Collected data:
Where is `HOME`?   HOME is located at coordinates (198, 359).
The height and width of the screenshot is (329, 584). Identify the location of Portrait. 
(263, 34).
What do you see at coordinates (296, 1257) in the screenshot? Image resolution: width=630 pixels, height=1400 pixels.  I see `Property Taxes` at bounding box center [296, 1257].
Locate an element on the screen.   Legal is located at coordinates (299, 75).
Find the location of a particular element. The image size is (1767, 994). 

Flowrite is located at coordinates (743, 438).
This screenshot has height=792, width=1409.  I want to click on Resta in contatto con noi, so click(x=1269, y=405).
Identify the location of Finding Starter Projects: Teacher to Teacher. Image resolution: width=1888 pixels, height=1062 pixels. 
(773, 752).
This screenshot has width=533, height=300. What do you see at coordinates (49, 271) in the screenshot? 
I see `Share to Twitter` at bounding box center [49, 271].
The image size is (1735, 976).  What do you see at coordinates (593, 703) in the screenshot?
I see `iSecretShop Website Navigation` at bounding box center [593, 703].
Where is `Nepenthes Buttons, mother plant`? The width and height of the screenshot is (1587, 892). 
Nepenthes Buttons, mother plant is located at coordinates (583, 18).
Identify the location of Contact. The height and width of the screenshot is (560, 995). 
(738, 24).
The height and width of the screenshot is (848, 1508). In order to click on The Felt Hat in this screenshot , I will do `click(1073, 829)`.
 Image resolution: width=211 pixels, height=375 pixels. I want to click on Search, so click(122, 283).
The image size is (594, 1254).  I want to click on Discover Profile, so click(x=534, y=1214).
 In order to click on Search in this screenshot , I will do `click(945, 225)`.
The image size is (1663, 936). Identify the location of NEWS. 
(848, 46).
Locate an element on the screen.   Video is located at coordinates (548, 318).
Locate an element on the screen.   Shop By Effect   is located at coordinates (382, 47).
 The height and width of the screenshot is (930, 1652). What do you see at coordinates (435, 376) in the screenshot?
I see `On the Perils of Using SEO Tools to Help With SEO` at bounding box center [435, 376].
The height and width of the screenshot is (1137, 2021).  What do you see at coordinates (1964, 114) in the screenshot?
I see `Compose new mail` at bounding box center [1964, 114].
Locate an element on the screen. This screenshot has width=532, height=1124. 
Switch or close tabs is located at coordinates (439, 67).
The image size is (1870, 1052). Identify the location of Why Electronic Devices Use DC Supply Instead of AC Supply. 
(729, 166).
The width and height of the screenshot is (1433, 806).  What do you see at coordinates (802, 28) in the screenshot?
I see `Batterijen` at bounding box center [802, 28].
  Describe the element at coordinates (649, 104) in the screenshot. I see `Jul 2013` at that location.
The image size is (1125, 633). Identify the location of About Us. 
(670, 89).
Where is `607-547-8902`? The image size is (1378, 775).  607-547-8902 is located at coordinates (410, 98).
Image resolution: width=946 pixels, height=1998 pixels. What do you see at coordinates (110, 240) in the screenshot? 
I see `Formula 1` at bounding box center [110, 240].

(WHAT THE EXERCISE ASKS)
Restate the entries above, keeping every word intact.

(EXERCISE OUTPUT)
Where is `HOME`?   HOME is located at coordinates (198, 359).
The height and width of the screenshot is (329, 584). Identify the location of Portrait. 
(263, 34).
What do you see at coordinates (296, 1257) in the screenshot? Image resolution: width=630 pixels, height=1400 pixels.  I see `Property Taxes` at bounding box center [296, 1257].
Locate an element on the screen.   Legal is located at coordinates (299, 75).
Find the location of a particular element. The image size is (1767, 994). 

Flowrite is located at coordinates (743, 438).
This screenshot has height=792, width=1409.  I want to click on Resta in contatto con noi, so click(x=1269, y=405).
Identify the location of Finding Starter Projects: Teacher to Teacher. Image resolution: width=1888 pixels, height=1062 pixels. 
(773, 752).
This screenshot has width=533, height=300. What do you see at coordinates (49, 271) in the screenshot? 
I see `Share to Twitter` at bounding box center [49, 271].
The image size is (1735, 976).  What do you see at coordinates (593, 703) in the screenshot?
I see `iSecretShop Website Navigation` at bounding box center [593, 703].
Where is `Nepenthes Buttons, mother plant`? The width and height of the screenshot is (1587, 892). 
Nepenthes Buttons, mother plant is located at coordinates (583, 18).
Identify the location of Contact. The height and width of the screenshot is (560, 995). 
(738, 24).
The height and width of the screenshot is (848, 1508). In order to click on The Felt Hat in this screenshot , I will do `click(1073, 829)`.
 Image resolution: width=211 pixels, height=375 pixels. I want to click on Search, so click(122, 283).
The image size is (594, 1254).  I want to click on Discover Profile, so click(x=534, y=1214).
 In order to click on Search in this screenshot , I will do `click(945, 225)`.
The image size is (1663, 936). Identify the location of NEWS. 
(848, 46).
Locate an element on the screen.   Video is located at coordinates (548, 318).
Locate an element on the screen.   Shop By Effect   is located at coordinates (382, 47).
 The height and width of the screenshot is (930, 1652). What do you see at coordinates (435, 376) in the screenshot?
I see `On the Perils of Using SEO Tools to Help With SEO` at bounding box center [435, 376].
The height and width of the screenshot is (1137, 2021).  What do you see at coordinates (1964, 114) in the screenshot?
I see `Compose new mail` at bounding box center [1964, 114].
Locate an element on the screen. This screenshot has width=532, height=1124. 
Switch or close tabs is located at coordinates (439, 67).
The image size is (1870, 1052). Identify the location of Why Electronic Devices Use DC Supply Instead of AC Supply. 
(729, 166).
The width and height of the screenshot is (1433, 806).  What do you see at coordinates (802, 28) in the screenshot?
I see `Batterijen` at bounding box center [802, 28].
  Describe the element at coordinates (649, 104) in the screenshot. I see `Jul 2013` at that location.
The image size is (1125, 633). Identify the location of About Us. 
(670, 89).
Where is `607-547-8902`? The image size is (1378, 775).  607-547-8902 is located at coordinates (410, 98).
Image resolution: width=946 pixels, height=1998 pixels. What do you see at coordinates (110, 240) in the screenshot? 
I see `Formula 1` at bounding box center [110, 240].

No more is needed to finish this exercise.